The St. Paul Public Schools will elect a new board member-at-large to replace the late Chairwoman Marny Xiong, who passed away in June. Jim Vue, a parent and program facilitator at a digital arts nonprofit, has served on the board as an interim basis and is trying to fend off five challengers. Among them are James Farnsworth, a senior at the University of Minnesota who serves as executive director of the Highland Business Association; Keith Hardy, a former member of the school board who was ousted in 2015; and Omar Syed, a small-business owner who ran unsuccessfully for the board in 2019.

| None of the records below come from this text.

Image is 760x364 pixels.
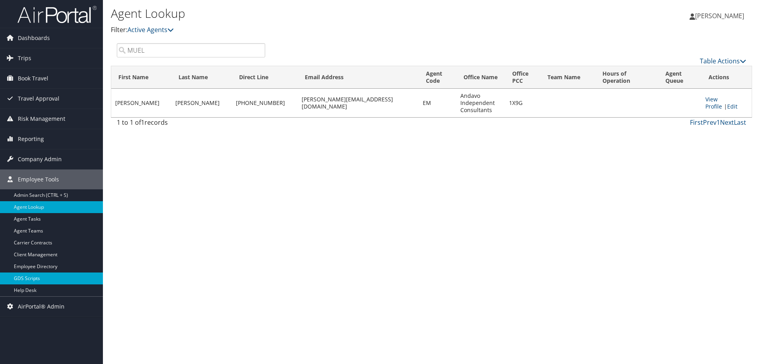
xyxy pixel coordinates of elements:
[111,66,171,89] th: First Name: activate to sort column ascending
[171,89,232,117] td: [PERSON_NAME]
[18,297,65,316] span: AirPortal® Admin
[117,118,265,131] div: 1 to 1 of records
[703,118,717,127] a: Prev
[702,89,752,117] td: |
[232,89,298,117] td: [PHONE_NUMBER]
[540,66,595,89] th: Team Name: activate to sort column ascending
[18,68,48,88] span: Book Travel
[232,66,298,89] th: Direct Line: activate to sort column ascending
[720,118,734,127] a: Next
[111,89,171,117] td: [PERSON_NAME]
[690,4,752,28] a: [PERSON_NAME]
[456,89,506,117] td: Andavo Independent Consultants
[117,43,265,57] input: Search
[18,89,59,108] span: Travel Approval
[702,66,752,89] th: Actions
[734,118,746,127] a: Last
[658,66,702,89] th: Agent Queue: activate to sort column ascending
[456,66,506,89] th: Office Name: activate to sort column ascending
[111,25,538,35] p: Filter:
[690,118,703,127] a: First
[419,89,456,117] td: EM
[141,118,145,127] span: 1
[419,66,456,89] th: Agent Code: activate to sort column ascending
[695,11,744,20] span: [PERSON_NAME]
[127,25,174,34] a: Active Agents
[18,109,65,129] span: Risk Management
[18,28,50,48] span: Dashboards
[171,66,232,89] th: Last Name: activate to sort column ascending
[505,66,540,89] th: Office PCC: activate to sort column descending
[111,5,538,22] h1: Agent Lookup
[727,103,738,110] a: Edit
[298,89,419,117] td: [PERSON_NAME][EMAIL_ADDRESS][DOMAIN_NAME]
[705,95,722,110] a: View Profile
[18,48,31,68] span: Trips
[18,169,59,189] span: Employee Tools
[505,89,540,117] td: 1X9G
[18,129,44,149] span: Reporting
[298,66,419,89] th: Email Address: activate to sort column ascending
[717,118,720,127] a: 1
[17,5,97,24] img: airportal-logo.png
[18,149,62,169] span: Company Admin
[595,66,658,89] th: Hours of Operation: activate to sort column ascending
[700,57,746,65] a: Table Actions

A number of judge appointments are also on the ballot. For associate justice at the Minnesota Supreme Court, voters across the state will choose between Paul Thissen, the incumbent, and attorney Michelle McDonald, who became embroiled in a controversy when she was the Republican nominee for the state’s Supreme Court for the first time in 2014 and was found guilty of obstructing the legal process after being pulled over and refusing a sobriety test. Voters in Ramsey county, the state’s second judicial district, will weigh in on another contested race: Pat Diamond, a lifelong St. Paul resident who serves as the lead judge in Ramsey County’s treatment courts, giving alternatives to incarceration, is running for reelection to the district court against Ngozi Akubuike, a Nigerian-born former Scott county prosecutor who also served as Minnesota’s ADA coordinator and legal manager.

Editor’s note: A federal appeals court ruling on October 28 overturned Minnesota’s election policy that would have allowed ballots received after election day to count so long as they were postmarked on election day. Minnesota ballots must now be received by or on or before election day, November 3, to be counted, which this article has been updated to reflect.